While we were able to deliver some of our programming online during the Covid-19 pandemic, some of it we simply could not. Chief among these were our summer intensives.
Every year, Los Altos puts on two four-day intensive courses in picturesque areas of rural BC. Our menu, created by Dan Jenneson, a former chef, is designed to be both locally-sourced and integrated with the subject matter of the intensive. While our morning classes are in a standard classroom seminar format, our afternoon sessions engage with local sites and landscapes relevant to the specific educational programming. Our Dependency Theory seminar, for instance, included tours of an abandoned sawmill and Kinbasket reservoir’s north reach; Anthropologicon included landscapes described in the myths recorded by Franz Boas near the site, more than a century ago.
Jeremy Stewart, a long-time impresario and event organizer, selects each site and we hire a co-instructor specialized in the subject matter being conveyed. Alannah New-Small, our vice president, is in charge of overall event coordination during the event. Each institute is planned and co-taught by our president, Stuart Parker, who selects a co-instructor for each intensive.

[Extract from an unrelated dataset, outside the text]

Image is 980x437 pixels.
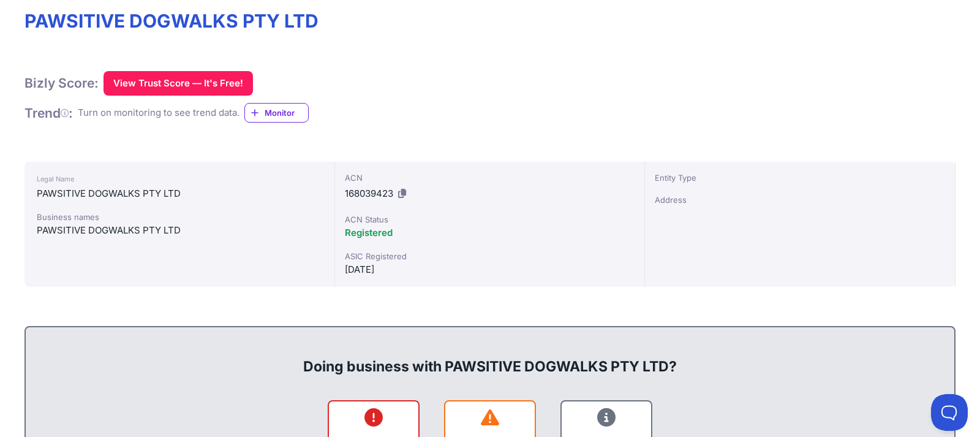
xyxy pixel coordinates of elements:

Following the completion of our last intensive in November 2021, our intensives program is on indefinite hiatus, although we have actually assembled the teaching team, with the return of Gary Liu, and full curriculum for The Commissar Class: from Inquisitor to Executive Director. Should circumstances change, we stand ready to offer this course.
If you are on the fence about registering, take a look at our past intensives pages; they have photos of participants, meals and locations.